Global Ride-Hailing

Careem <> Uber

Careem <> Uber

Product Manager | Uber Communications Platform | January 2025

Key Responsibilities: Requirements Gathering, Feature Design, Prioritization,
Stakeholder Communication

Background

The year is 2020. Uber completes its acquisition of Careem, a ride-hailing service in the Middle East, for $3.1 billion. Careem, like Uber, is a super-application, offering its customers food and grocery delivery in addition to private cars.

Careem is headquartered in Dubai, UAE, while Uber is headquartered in California, USA.

Thus far, Careem and Uber have had independent and separate spheres of operation, but now, there is opportunity to merge strengths and thrive.

Goals

Careem and Uber aimed to increase their impact in individual realms. At the time, legal agreements prohibited software modifications within any vertical besides Rides.

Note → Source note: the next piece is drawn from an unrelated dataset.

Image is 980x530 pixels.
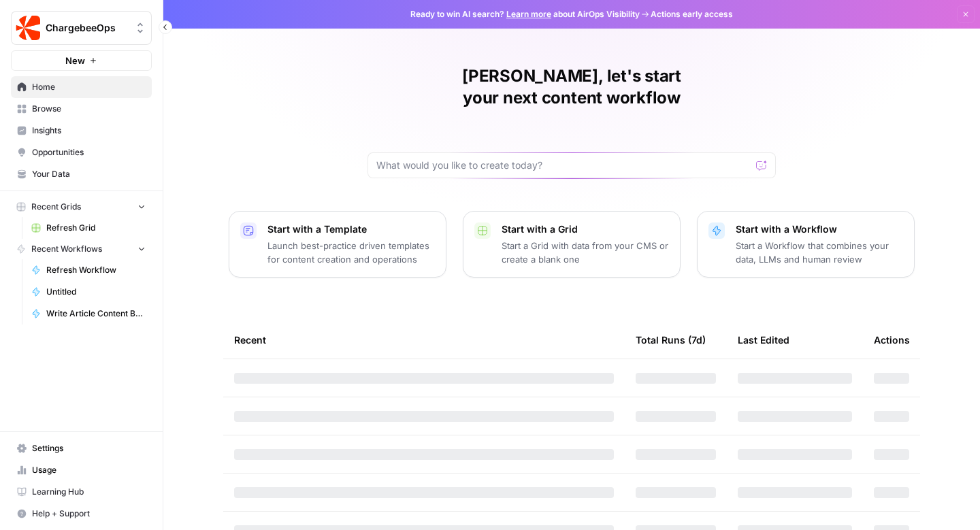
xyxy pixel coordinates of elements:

Leaving the Food and Delivery verticals untouched, Uber leveraged Careem’s regional awareness, and Careem leveraged Uber’s widespread reach.

Ultimately, both teams sought to pair Careem Riders, comfortably requesting rides through Careem’s familiar mobile interface, with Uber Drivers, physically accessible to Careem Riders but users of Uber’s Carbon mobile application for Drivers.

In pursuit of this union, Careem and Uber committed to maintaining:

Brand Image

Careem’s users as well as Uber’s users, on opposite sides of the globe, place great deals of trust in Careem and Uber.

Tangibly extending this trust, teams arranged for Riders to enjoy reliable trips and access to Customer Support when needed, with caller details anonymized throughout

Current Offerings

In prioritizing features available to Careem Rider<>Uber Driver pairs, preserving each application’s existing elements took precedence.

As such, introducing the ability to send attachments in-application, an entirely new feature, was a later milestone.

Vision

Careem’s mission to “simplify and improve the lives of people” and Uber’s mission to “reimagine the way the world moves” continued to carry the utmost weight in guiding the actions taken towards creating synergy.

Each collaborator was loyal to these overall goals in day-to-day decisions.

Process

Over several months, I gained confidence in a symbiotic end-state for Careem and Uber.

Through unrelenting collaboration with Engineers, Project Managers, and fellow Product Managers at Careem and Uber, I stretched outside of my regular domains and joined colleagues in efforts to pilot the Careem Rider<>Uber Driver pairing in Bahrain.

The granular objectives of this collaboration evolved frequently, but the collaboration, itself, consistently prioritized:

Alignment on Current-State

Originally, I was unfamiliar with the capabilities of the Careem mobile application. To this day, I haven’t requested a ride on Careem. More immediately than warranting travel to Bahrain, this merited deep-dives with authorities —my partners— on Careem’s feature set and their technical parameters.

Further, my staffing on this project followed a year-long medical leave, so, not only did I strive to learn about Careem, but I also aspired to learn about Uber’s progress in 2023.

Documentation on Focus Areas

Given the massive scale of our undertaking and the variety of experts involved in linking Careem and Uber, documentation served as a bridge between various teams. Through careful documentation, the communications needs of core services —and, later, the Marketing organization— became clear.

With partners across time zones, documenting each other’s insights and resulting decisions also lifted a dependency on redundant, oddly-timed meetings.

Invitation of Critique

Concrete steps were taken to assemble a detailed User Acceptance Testing (UAT) Plan following our initial launch in Bahrain, but feedback was solicited all along. Though trials with end-users were premature for a time, internally verifying whether one group’s designs were digestible to another was a common avenue of testing.

Sometimes, critique came even before invited!

Expanded Breadth

My knowledge on Voice Anonymization could still stand to grow, but today, there is less growth needed than there was in 2024, when our mandate was to anonymize voices of callers in search of support.

To achieve this outcome and others within our integration, I, like many colleagues, confronted knowledge gaps proactively. Awareness that a wider base of knowledge enables more substantial contributions propelled us.

Results

We went live!

With ample messaging beforehand, a pilot, which allowed Careem Riders to be paired with Uber Drivers on each user’s native application, was launched in January 2025 in Bahrain. Both parties communicate with each other across applications and were expected not to sense an impact from the integration.

UAT is ongoing (as of late 2025; now outside of my purview), and a robust schedule of market launches to follow Bahrain has been created.